Software can now read mammograms more accurately than any doctor. Software is also faster and cheaper. Google upgraded its “Google Translate” service using a new engine leveraging recent progress in “deep learning” algorithms. The quality of the translations has been much improved. What is really impressive is that it works at “Google scale” meaning that all of us can use it at the same time.

October: The most popular game console of this generation, the PlayStation 4, released a well-reviewed virtual-reality headset.

Between 2011 and 2016, traditional TV viewing by 18-24-year-olds dropped by more than 9 hours per week.

Mammal heart muscles do not regenerate. So if your heart runs out of oxygen and is damaged, you may never recover the loss function. However, scientists have showed (in monkeys) that we could induce regeneration with stem cells.

Microsoft claims to be able to match human beings in conversational speech recognition.

Tesla, the car maker, has enabled self-driving on all its cars. Even General Motors is producing self-driving cars in Michigan. You should still check whether it is legal for you to drive without holding the wheel.

November:

Crazy researchers gave young human blood to old mice. The old mice were rejuvenated. Though we do not know yet what it means exactly, it is strong evidence that your age is inscribed in your blood and that by changing your blood, we can age or rejuvenate you, to a point.

On the same theme, the Conboy lab at Berkeley, with funding from Google (via Calico) has shown, using a fancy blood transfer technique, that there are “aging agents” in old mice blood. If you take these agents and put them into a young mouse, it is aged. Presumably, if we were to identify these agents, we could remove them with drugs or dialysis and rejuvenate old mice. In time, we could maybe rejuvenate human beings as well.

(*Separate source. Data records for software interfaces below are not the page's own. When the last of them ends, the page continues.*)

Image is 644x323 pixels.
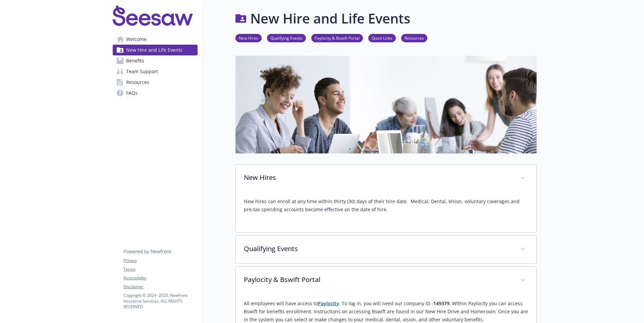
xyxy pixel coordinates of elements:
[401,35,427,41] a: Resources
[113,77,198,88] a: Resources
[236,165,536,192] div: New Hires
[126,56,144,66] span: Benefits
[434,300,449,307] strong: 149379
[113,45,198,56] a: New Hire and Life Events
[126,45,183,56] span: New Hire and Life Events
[235,56,537,153] img: new hire page banner
[126,77,149,88] span: Resources
[236,236,536,264] div: Qualifying Events
[312,35,363,41] a: Paylocity & Bswift Portal
[244,197,529,214] p: New hires can enroll at any time within thirty (30) days of their hire date. Medical, Dental, Vis...
[126,88,137,98] span: FAQs
[244,173,512,183] p: New Hires
[236,267,536,294] div: Paylocity & Bswift Portal
[113,34,198,45] a: Welcome
[244,244,512,254] p: Qualifying Events
[113,66,198,77] a: Team Support
[123,293,197,310] p: Copyright © 2024 - 2025 , Newfront Insurance Services, ALL RIGHTS RESERVED
[123,258,197,264] a: Privacy
[126,66,158,77] span: Team Support
[244,275,512,285] p: Paylocity & Bswift Portal
[267,35,306,41] a: Qualifying Events
[235,35,262,41] a: New Hires
[126,34,147,45] span: Welcome
[113,56,198,66] a: Benefits
[123,275,197,282] a: Accessibility
[318,300,339,307] a: Paylocity
[236,192,536,233] div: New Hires
[123,266,197,273] a: Terms
[123,284,197,290] a: Disclaimer
[369,35,396,41] a: Quick Links
[250,8,410,28] h1: New Hire and Life Events
[113,88,198,98] a: FAQs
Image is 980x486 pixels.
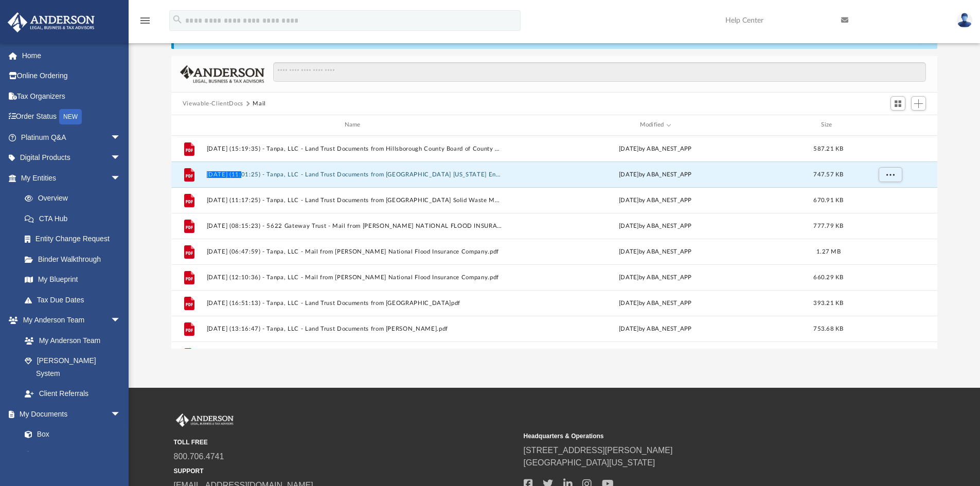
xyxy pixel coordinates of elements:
[878,167,902,182] button: More options
[111,310,131,331] span: arrow_drop_down
[813,146,844,151] span: 587.21 KB
[5,13,97,33] img: Anderson Advisors Platinum Portal
[508,299,803,308] div: [DATE] by ABA_NEST_APP
[15,229,136,249] a: Entity Change Request
[253,99,266,108] button: Mail
[207,274,502,281] button: [DATE] (12:10:36) - Tanpa, LLC - Mail from [PERSON_NAME] National Flood Insurance Company.pdf
[7,147,136,168] a: Digital Productsarrow_drop_down
[273,62,926,82] input: Search files and folders
[7,127,136,147] a: Platinum Q&Aarrow_drop_down
[176,120,202,130] div: id
[508,221,803,230] div: [DATE] by ABA_NEST_APP
[15,269,131,290] a: My Blueprint
[911,96,926,111] button: Add
[207,171,502,178] button: [DATE] (11:01:25) - Tanpa, LLC - Land Trust Documents from [GEOGRAPHIC_DATA] [US_STATE] Engineeri...
[7,310,131,331] a: My Anderson Teamarrow_drop_down
[139,19,151,26] a: menu
[524,459,655,467] a: [GEOGRAPHIC_DATA][US_STATE]
[111,167,131,189] span: arrow_drop_down
[171,136,938,349] div: grid
[7,404,131,425] a: My Documentsarrow_drop_down
[508,170,803,179] div: [DATE] by ABA_NEST_APP
[808,120,849,130] div: Size
[207,300,502,307] button: [DATE] (16:51:13) - Tanpa, LLC - Land Trust Documents from [GEOGRAPHIC_DATA]pdf
[15,289,136,310] a: Tax Due Dates
[174,438,517,447] small: TOLL FREE
[174,467,517,476] small: SUPPORT
[15,384,131,404] a: Client Referrals
[813,197,844,203] span: 670.91 KB
[7,66,136,86] a: Online Ordering
[524,431,866,441] small: Headquarters & Operations
[183,99,243,108] button: Viewable-ClientDocs
[15,330,126,351] a: My Anderson Team
[59,109,82,125] div: NEW
[111,147,131,168] span: arrow_drop_down
[891,96,906,111] button: Switch to Grid View
[508,273,803,282] div: [DATE] by ABA_NEST_APP
[206,120,502,130] div: Name
[813,326,844,331] span: 753.68 KB
[813,171,844,177] span: 747.57 KB
[7,46,136,66] a: Home
[15,425,126,445] a: Box
[813,223,844,228] span: 777.79 KB
[813,300,844,306] span: 393.21 KB
[111,127,131,148] span: arrow_drop_down
[508,144,803,154] div: [DATE] by ABA_NEST_APP
[207,146,502,152] button: [DATE] (15:19:35) - Tanpa, LLC - Land Trust Documents from Hillsborough County Board of County Co...
[524,446,673,455] a: [STREET_ADDRESS][PERSON_NAME]
[508,247,803,257] div: [DATE] by ABA_NEST_APP
[854,120,925,130] div: id
[139,15,151,26] i: menu
[207,197,502,204] button: [DATE] (11:17:25) - Tanpa, LLC - Land Trust Documents from [GEOGRAPHIC_DATA] Solid Waste Manageme...
[7,86,136,106] a: Tax Organizers
[7,106,136,127] a: Order StatusNEW
[813,274,844,280] span: 660.29 KB
[957,13,973,28] img: User Pic
[15,188,136,209] a: Overview
[174,452,225,461] a: 800.706.4741
[508,196,803,205] div: [DATE] by ABA_NEST_APP
[15,445,131,465] a: Meeting Minutes
[15,249,136,269] a: Binder Walkthrough
[172,14,183,25] i: search
[15,351,131,384] a: [PERSON_NAME] System
[207,223,502,229] button: [DATE] (08:15:23) - 5622 Gateway Trust - Mail from [PERSON_NAME] NATIONAL FLOOD INSURANCE.pdf
[507,120,803,130] div: Modified
[7,167,136,188] a: My Entitiesarrow_drop_down
[508,324,803,333] div: [DATE] by ABA_NEST_APP
[15,208,136,229] a: CTA Hub
[174,414,236,427] img: Anderson Advisors Platinum Portal
[111,404,131,425] span: arrow_drop_down
[207,248,502,255] button: [DATE] (06:47:59) - Tanpa, LLC - Mail from [PERSON_NAME] National Flood Insurance Company.pdf
[816,248,841,254] span: 1.27 MB
[207,326,502,332] button: [DATE] (13:16:47) - Tanpa, LLC - Land Trust Documents from [PERSON_NAME].pdf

Facebook’s CEO, Mark Zuckerberg, said that it will be soon normal for human beings to live over 100 years. This is supported by the work of demographers such as James W. Vaupel.

December:

It was generally believed that women eventually ran out of eggs and became irreversibly sterile. Researchers have found that a cancer drug can be used to spur the generation of new eggs, thus potentially reversing age-related infertility. In the future, menopause could be reversed.

Bones grown in a lab were successfully transplanted in human beings.

We don’t know exactly how long seabirds could live. It is hard work to study long-lived animals and it takes a long time (obviously). Biologists have encountered unexpected problems such as the fact that the rings that they use to tag the birds wear out faster than the birds do. In 1956, Chandler Robbins tagged an albatross. The 66-year-old albatross laid an egg this year. Old people (in their 30s and 40s) can have young babies. Evidently, biological cells have a way to reset their age. Ten years ago (in 2006), Shinya Yamanaka showed how to do just that in the lab by activating only four genes. So no matter how old you are, I can take some of your cells and “reset them” so that they are “young again”. So far, however, nobody has known how to apply this to multicellular organism. The New York Times reports that researchers from the Salk Institute did just that. (They have a video on YouTube.) By activating the four genes, they showed that they could rejuvenate human skin tissue in vitro, then they showed that they could extend the lifespan of mice.